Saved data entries
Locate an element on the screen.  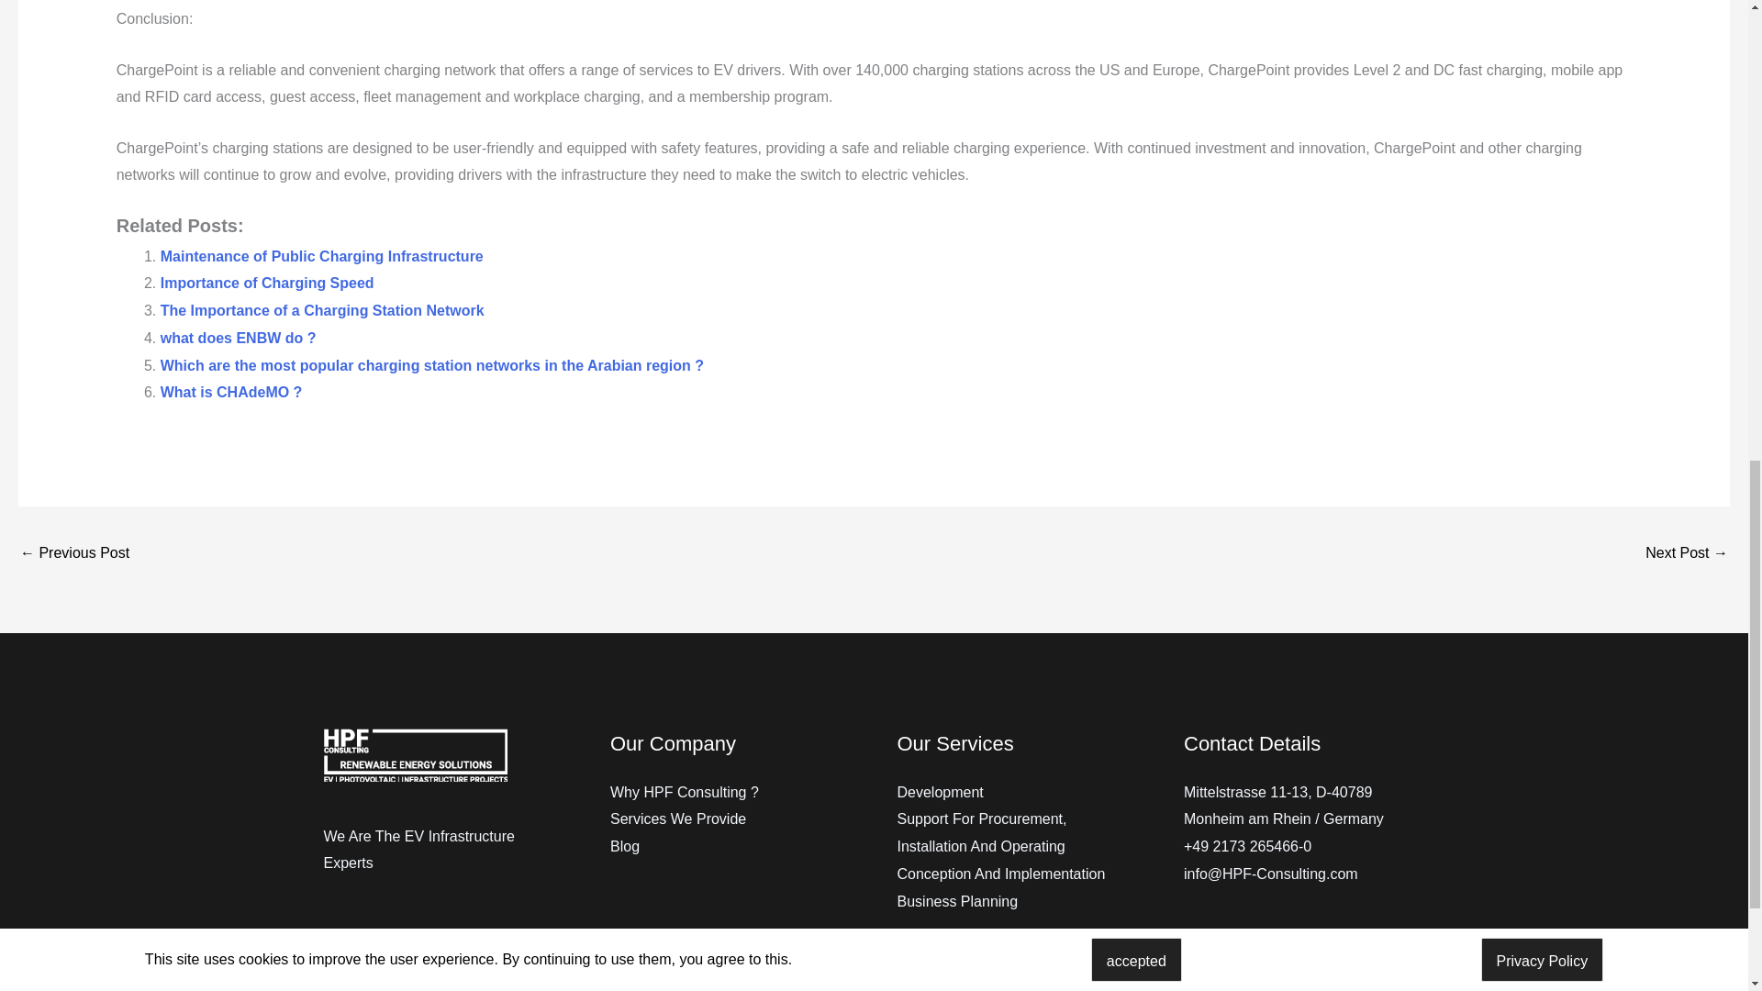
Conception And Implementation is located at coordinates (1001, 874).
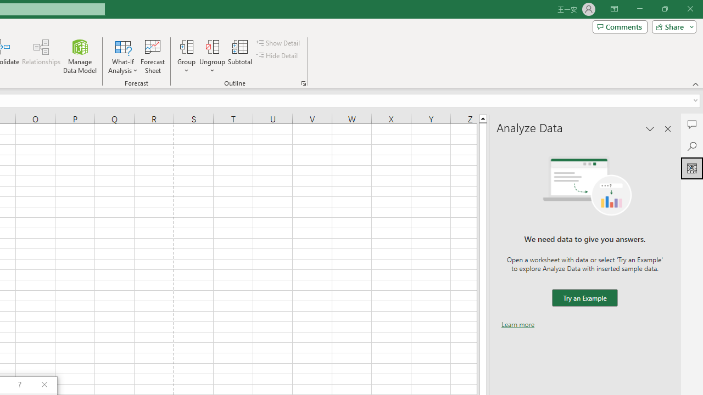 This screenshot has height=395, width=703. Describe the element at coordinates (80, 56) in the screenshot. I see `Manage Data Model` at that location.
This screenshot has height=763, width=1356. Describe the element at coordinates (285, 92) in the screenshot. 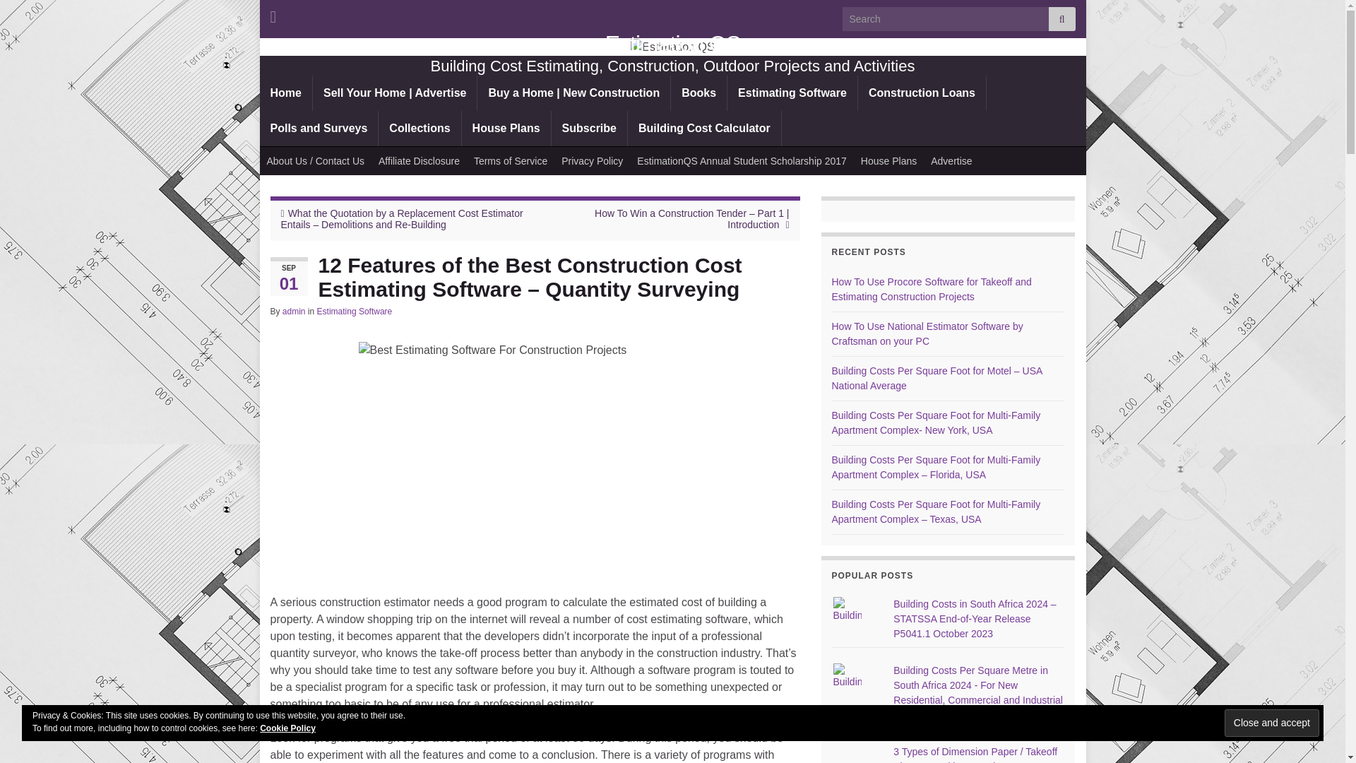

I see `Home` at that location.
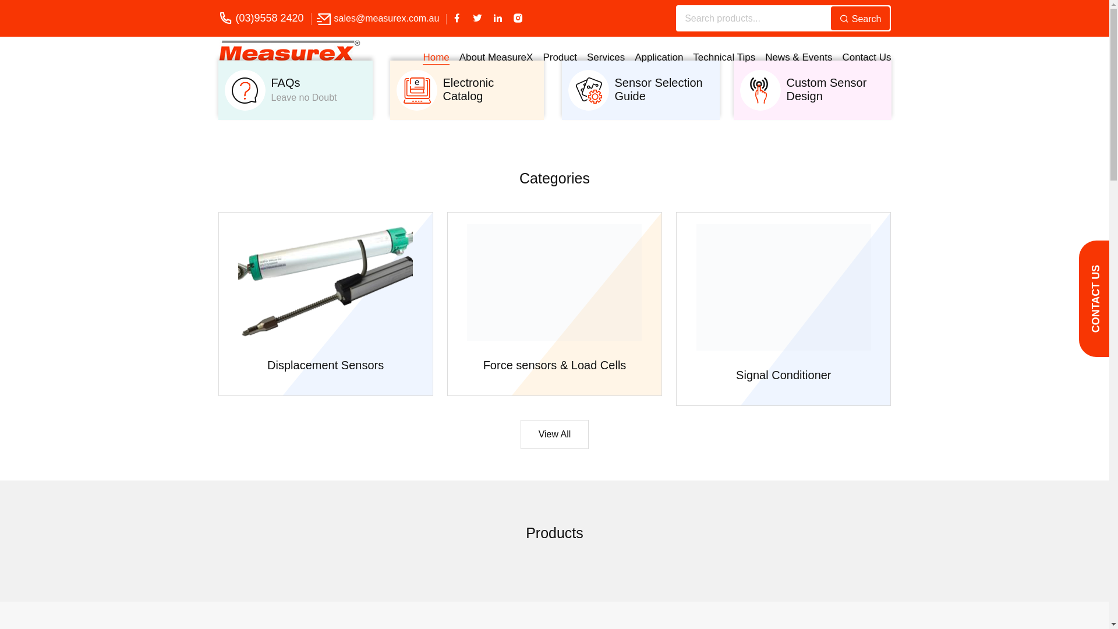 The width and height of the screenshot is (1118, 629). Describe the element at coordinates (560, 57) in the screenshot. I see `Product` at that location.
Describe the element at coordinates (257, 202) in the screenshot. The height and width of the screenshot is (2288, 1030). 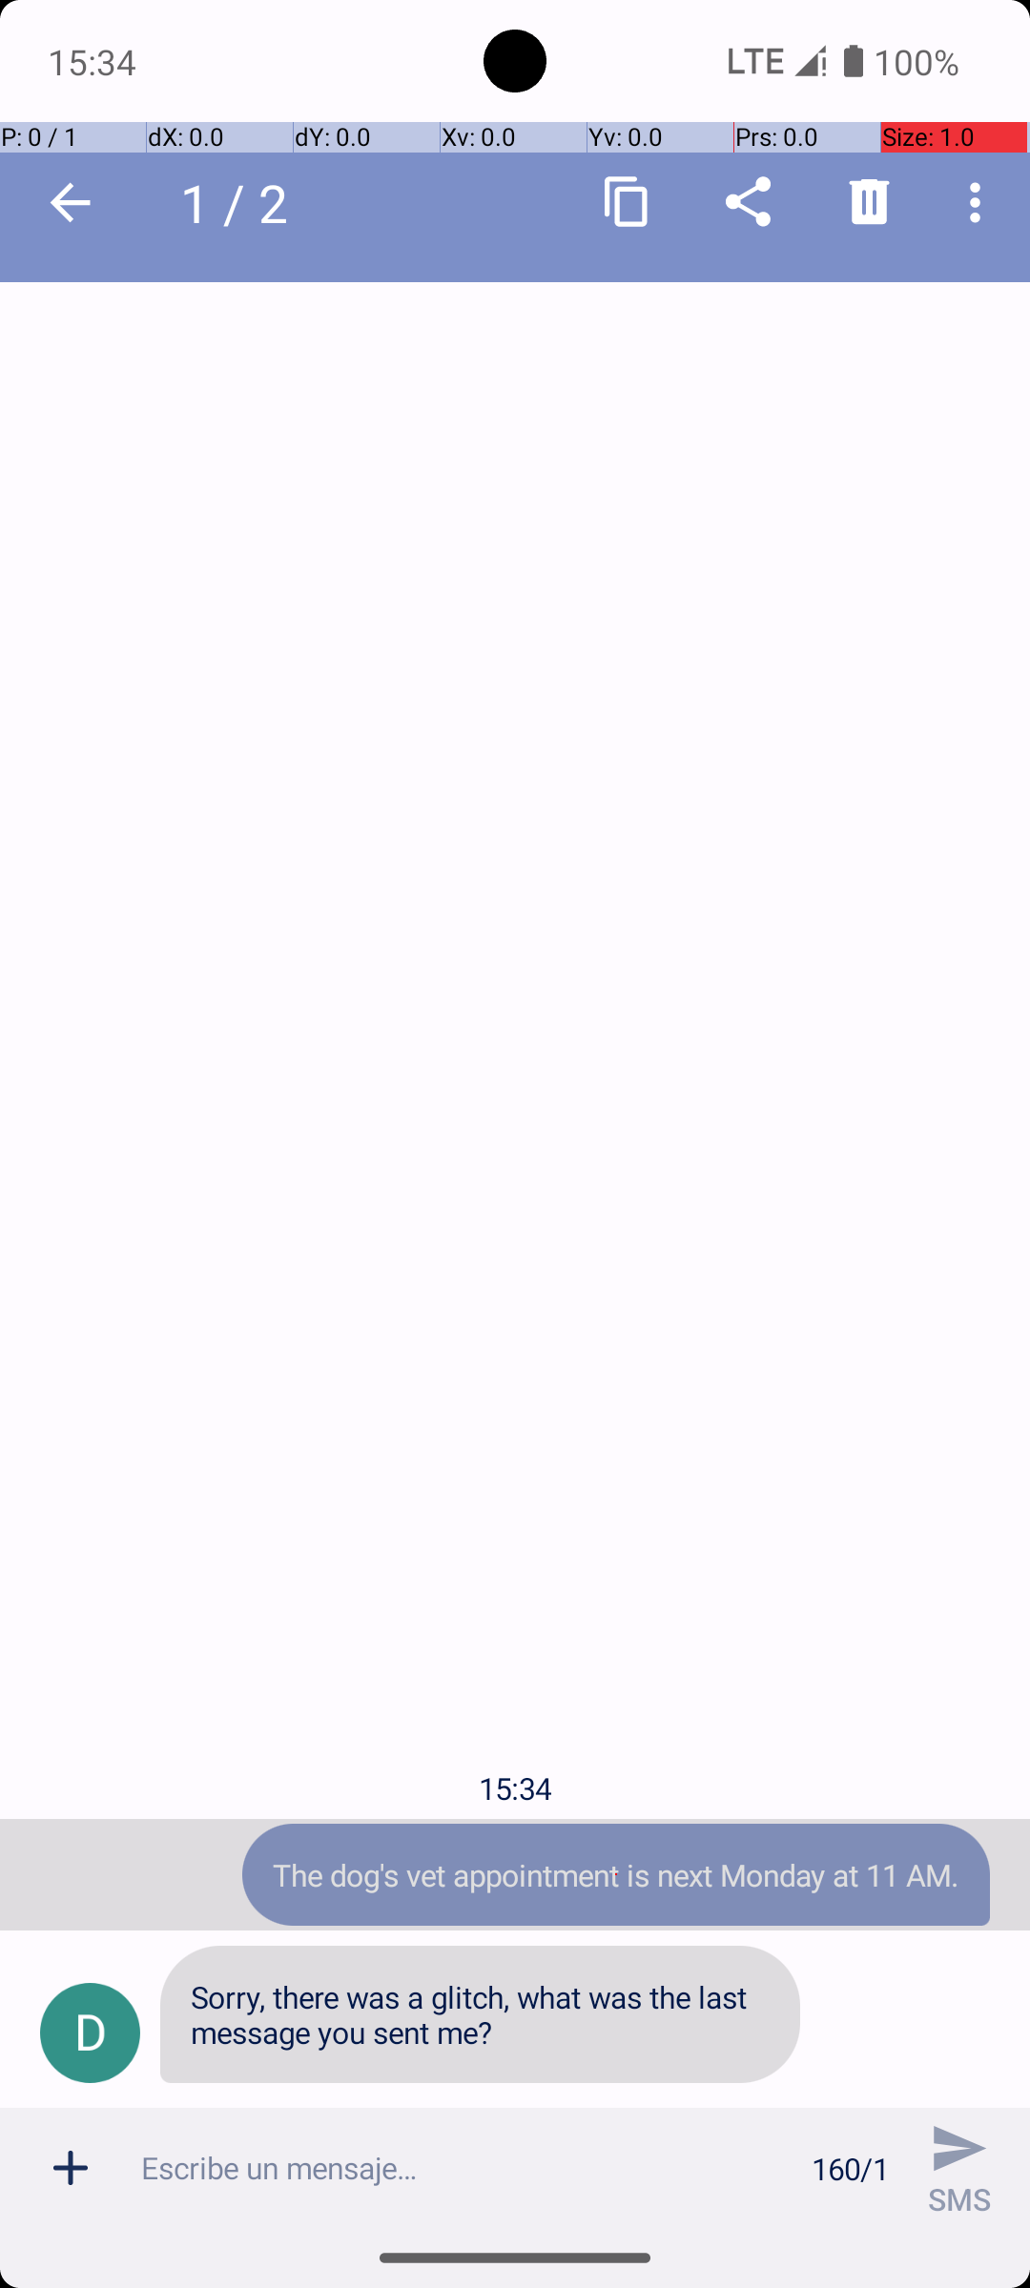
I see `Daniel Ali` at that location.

■ **Task to complete**
Transcribe all of the entries word for word, but skip any pictures they contain.

■ **Task response**
Locate an element on the screen.  
Conception And Implementation is located at coordinates (1001, 874).
 This screenshot has height=395, width=703. Describe the element at coordinates (80, 56) in the screenshot. I see `Manage Data Model` at that location.
This screenshot has height=763, width=1356. Describe the element at coordinates (285, 92) in the screenshot. 

I see `Home` at that location.
 The width and height of the screenshot is (1118, 629). Describe the element at coordinates (560, 57) in the screenshot. I see `Product` at that location.
Describe the element at coordinates (257, 202) in the screenshot. The height and width of the screenshot is (2288, 1030). 
I see `Daniel Ali` at that location.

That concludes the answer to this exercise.